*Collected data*
*** Block opens ***

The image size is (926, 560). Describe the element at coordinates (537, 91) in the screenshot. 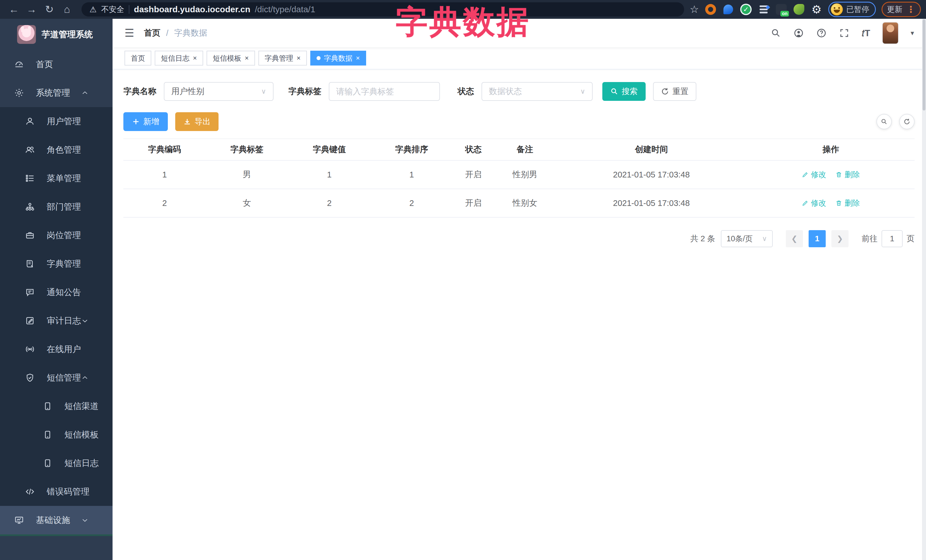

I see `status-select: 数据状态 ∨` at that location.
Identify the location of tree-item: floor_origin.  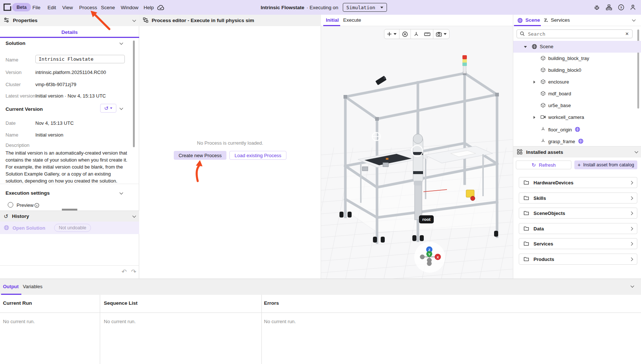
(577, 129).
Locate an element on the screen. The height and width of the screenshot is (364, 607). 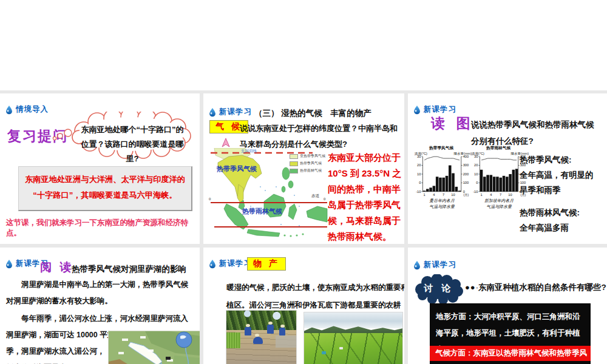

*** Block closes ***

*Directions for this task*
Restate each record from above word for word, excluding any picture it holds.

*Result of this task*
The image size is (926, 560). Describe the element at coordinates (537, 91) in the screenshot. 

I see `status-select: 数据状态 ∨` at that location.
Identify the location of tree-item: floor_origin.  
(577, 129).
Locate an element on the screen. The height and width of the screenshot is (364, 607). 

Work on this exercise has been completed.